Channing Jones
Environment Rhode Island
Providence–– On Thursday, State Rep. Maria Cimini (Providence) introduced a bill in the Rhode Island House of Representatives to ban plastic bags statewide. The bill prohibits the distribution of disposable plastic shopping bags at the point of sale by Rhode Island retailers, effective January 2015 for large retailers and January 2016 for small businesses. The introduction comes one day after advocacy group Environment Rhode Island delivered over 10,000 public comments to state lawmakers in support of a plastic bag ban in Rhode Island.
“In the Ocean State, there is broad public support for banning plastic bags as a common sense protection for Narragansett Bay,” said Channing Jones, Campaign Director with Environment Rhode Island. “Nothing we use for five minutes should pollute the Bay for future generations.”
According to Rep. Cimini, “Rhode Island uses hundreds of millions of plastic bags every year, and too many of them are littering our neighborhoods, parks, and roadsides––and because they are so light, they easily make their way into Narragansett Bay and other bodies of water.”
Plastic bags are a leading debris type found in Rhode Island coastal cleanups. In waterways like Narragansett Bay, they pose a direct threat to wildlife that can ingest or become entangled in them. Longer term, while plastic bags never biodegrade, they do break apart into increasingly small fragments, accumulating in the marine environment and picking up toxic substances in the water.
Rep. Cimini initially introduced a bill to ban plastic bags in February 2013 (H5407), with a Senate counterpart (S404) sponsored by State Sen. Donna Nesselbush (Pawtucket). Like most bills, the bag ban did not advance to a floor vote in its first session. “Hearings on the plastic bag ban were more heavily attended that any other environmental hearings I saw at the State House last year,” said Jones, “with about three quarters of the testimony supportive. However, opposition from the plastics and packaging industry helped keep the bill from advancing to a floor vote.”

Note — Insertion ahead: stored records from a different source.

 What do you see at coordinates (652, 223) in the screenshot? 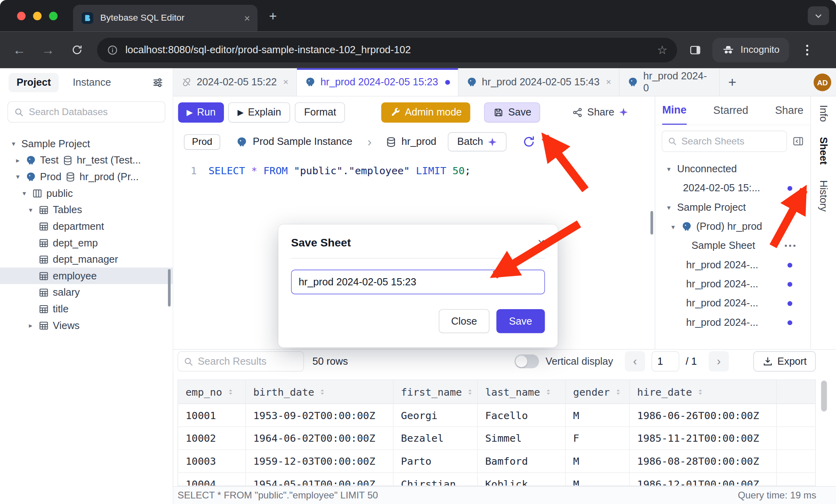
I see `panel-resize-handle` at bounding box center [652, 223].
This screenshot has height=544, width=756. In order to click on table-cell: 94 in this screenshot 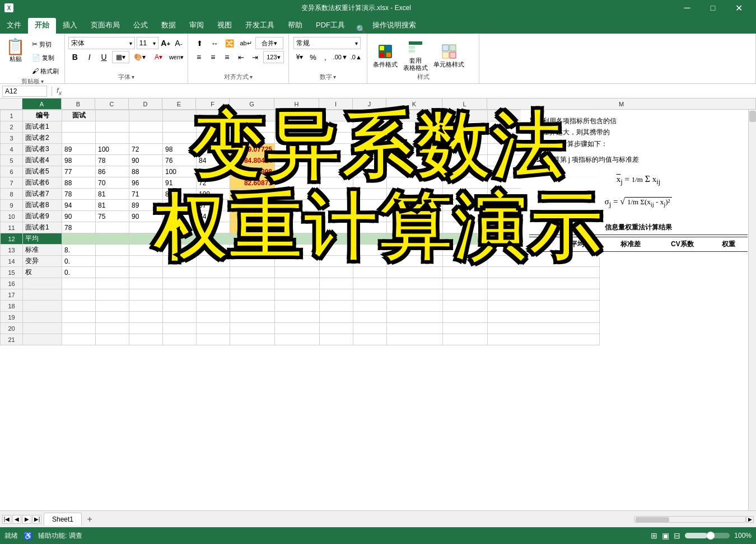, I will do `click(79, 205)`.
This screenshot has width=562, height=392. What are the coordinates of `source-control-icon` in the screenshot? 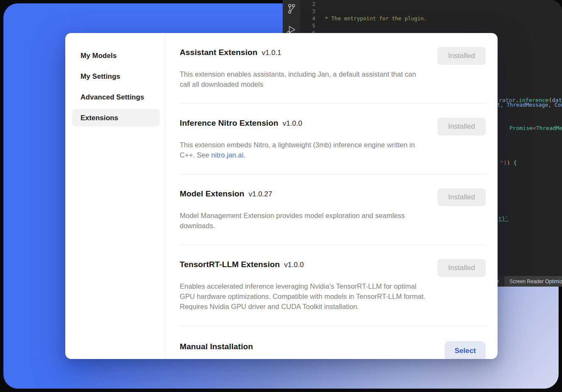 It's located at (292, 9).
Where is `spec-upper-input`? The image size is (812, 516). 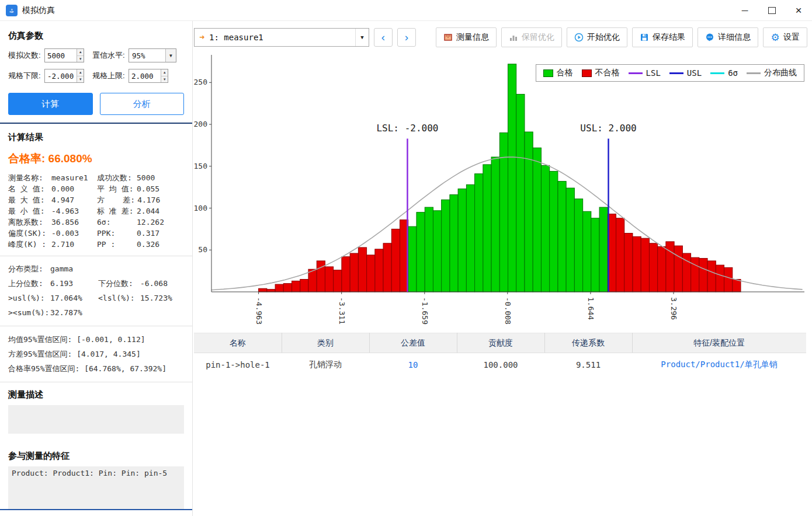 spec-upper-input is located at coordinates (145, 76).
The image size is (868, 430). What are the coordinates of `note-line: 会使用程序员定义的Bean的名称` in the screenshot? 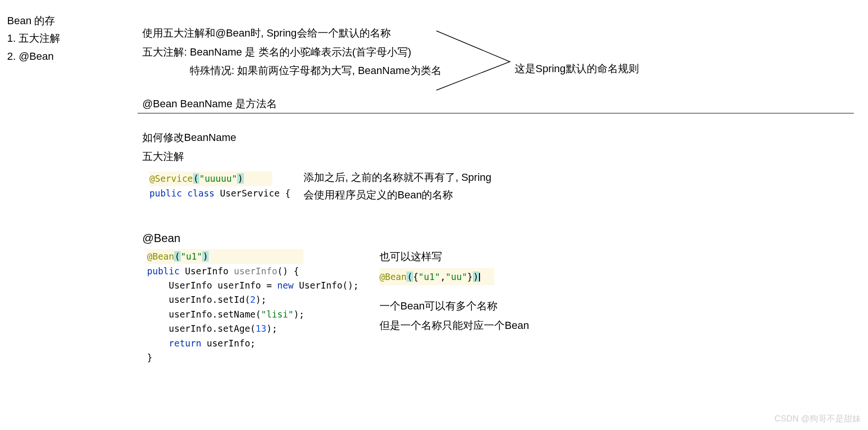 It's located at (397, 195).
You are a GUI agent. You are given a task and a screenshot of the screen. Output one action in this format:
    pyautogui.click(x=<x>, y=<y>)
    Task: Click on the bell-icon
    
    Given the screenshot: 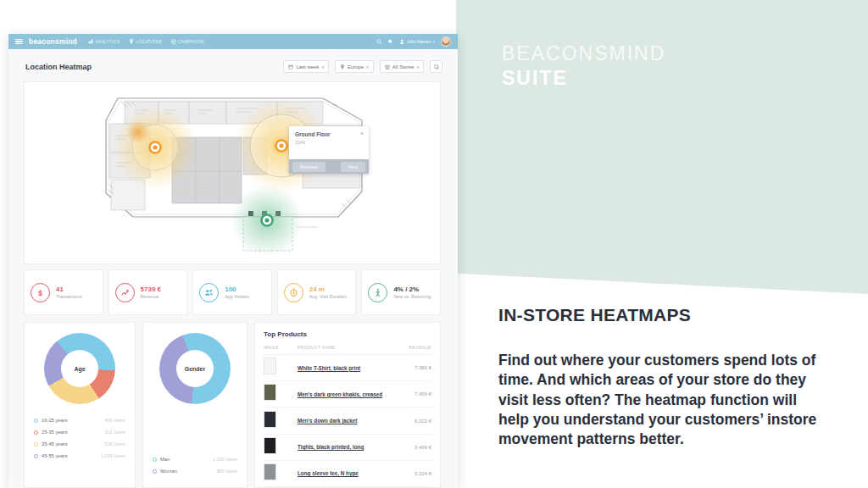 What is the action you would take?
    pyautogui.click(x=390, y=42)
    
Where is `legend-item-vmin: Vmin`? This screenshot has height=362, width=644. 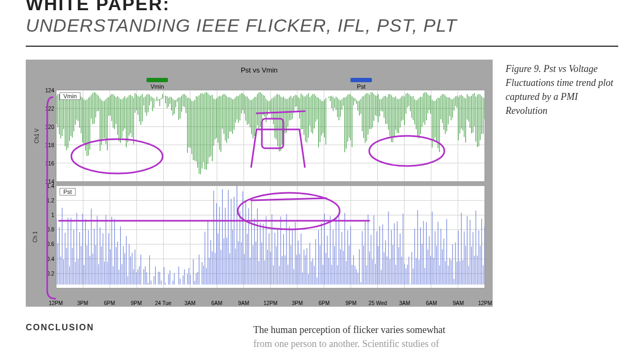 legend-item-vmin: Vmin is located at coordinates (157, 84).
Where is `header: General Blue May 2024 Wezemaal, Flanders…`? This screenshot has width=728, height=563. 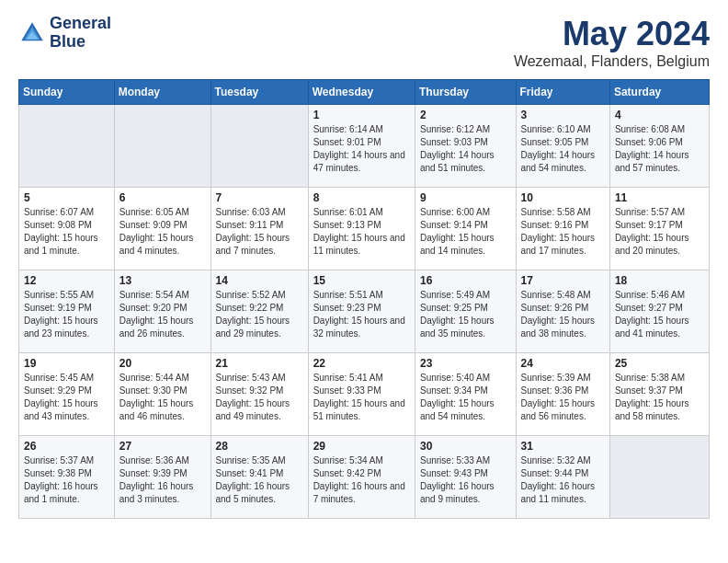 header: General Blue May 2024 Wezemaal, Flanders… is located at coordinates (364, 42).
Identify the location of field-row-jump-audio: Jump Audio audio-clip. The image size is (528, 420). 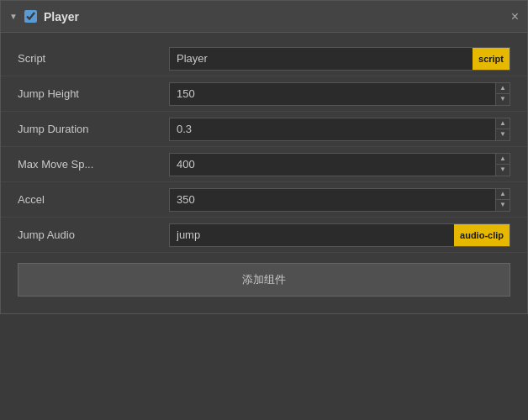
(264, 235).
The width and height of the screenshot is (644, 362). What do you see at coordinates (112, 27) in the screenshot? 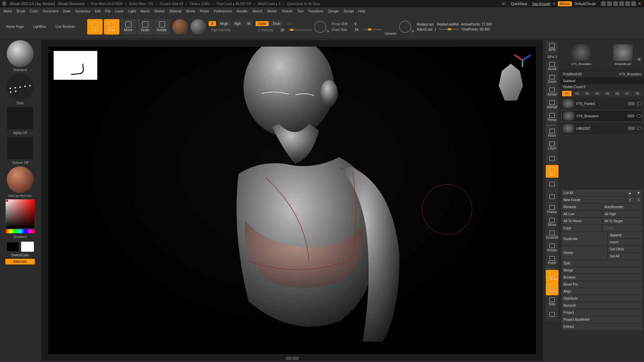
I see `draw-button: Draw` at bounding box center [112, 27].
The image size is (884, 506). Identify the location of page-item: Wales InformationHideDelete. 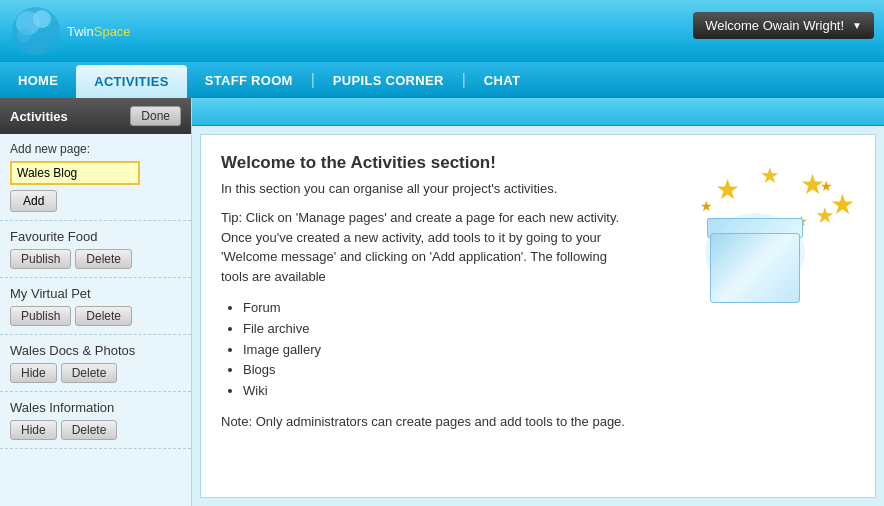
(96, 420).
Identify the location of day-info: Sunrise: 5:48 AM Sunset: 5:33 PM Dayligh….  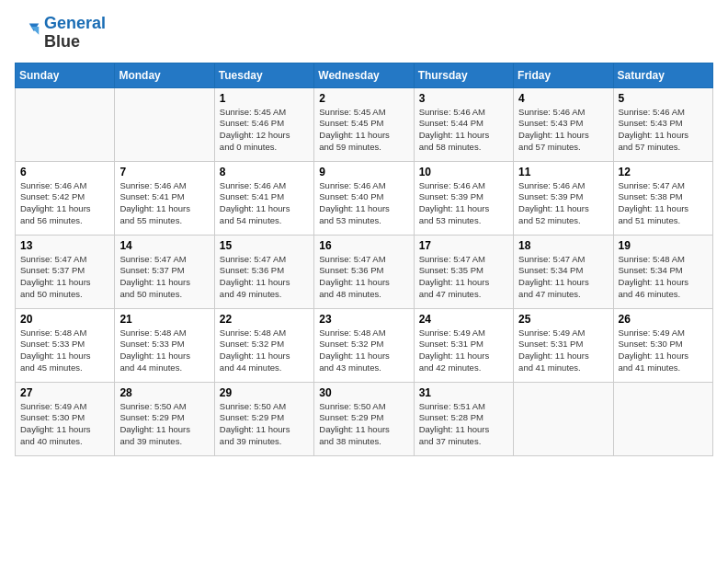
(164, 351).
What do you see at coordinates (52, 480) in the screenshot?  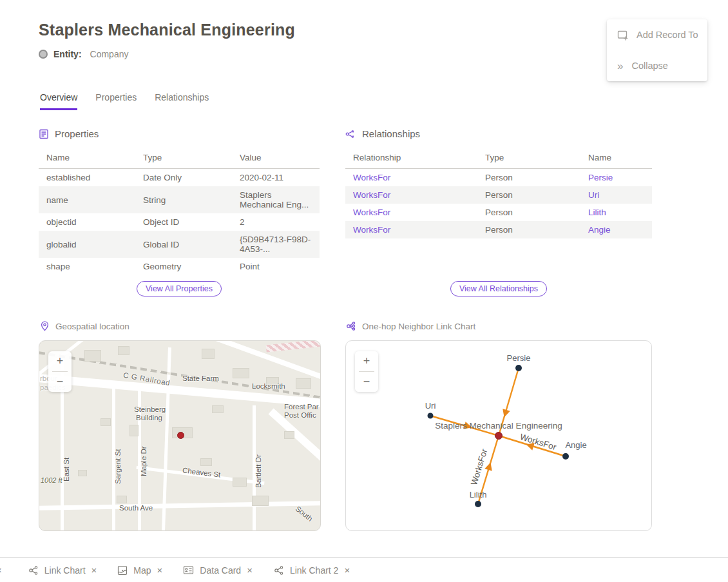 I see `map-scale-label: 1002 ft` at bounding box center [52, 480].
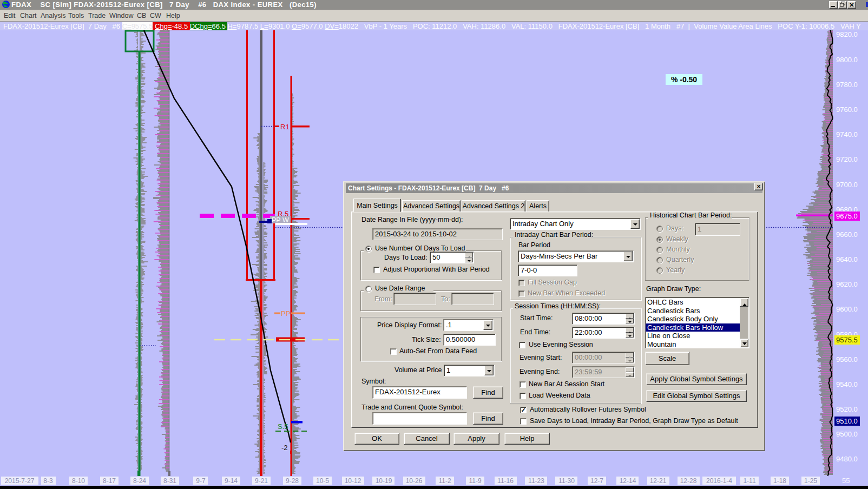 The image size is (868, 489). I want to click on svg-text: 12-21, so click(658, 481).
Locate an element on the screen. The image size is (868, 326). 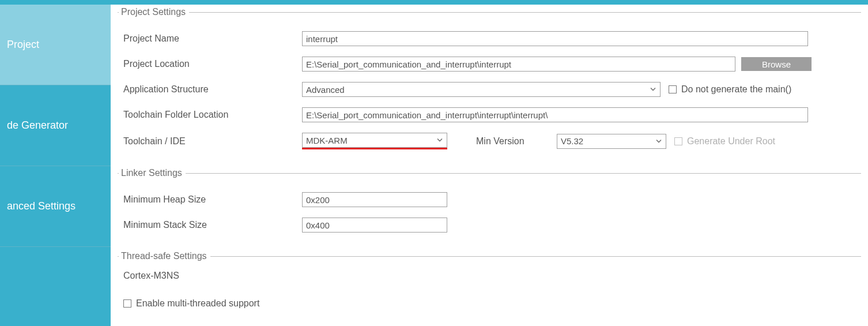
min-version-label: Min Version is located at coordinates (516, 141).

The legislation was supported in the 2013 legislative agenda of the Environment Council of Rhode Island, the state’s largest coalition of environmental groups. Rep. Cimini’s 2014 bill is largely similar to last year’s version, with some operational tweaks and clarifications. As before, the bill prohibits the distribution of disposable plastic shopping bags at the point of sale by Rhode Island retailers, effective January 2015 for large retailers and January 2016 for small businesses. One notable shift from the 2013 version is that a fee on paper bags is not included in this year’s bill.
Over one hundred communities around the United States, including Barrington, R.I. in October, as well as major cities like Los Angeles and Seattle, have passed similar bans on a municipal level, with or without a paper bag fee.
“Banning plastic bag ban is a common sense policy that will eliminate a significant source of trash threatening the Bay and other Rhode Island waterways,” said Jones. “I applaud Representative Cimini for reintroducing a bill to ban plastic bags statewide, and I urge Rhode Island lawmakers to pass this legislation in 2014.”
Public comments delivered by Environment Rhode Island included petition signatures collected by the group’s citizen outreach staff and volunteer team, as well as online signatures from recent action takers on the group’s website and MoveOn.org––all urging lawmakers to support a ban on plastic bags. The delivery came on top of 7300 signatures presented to lawmakers last spring.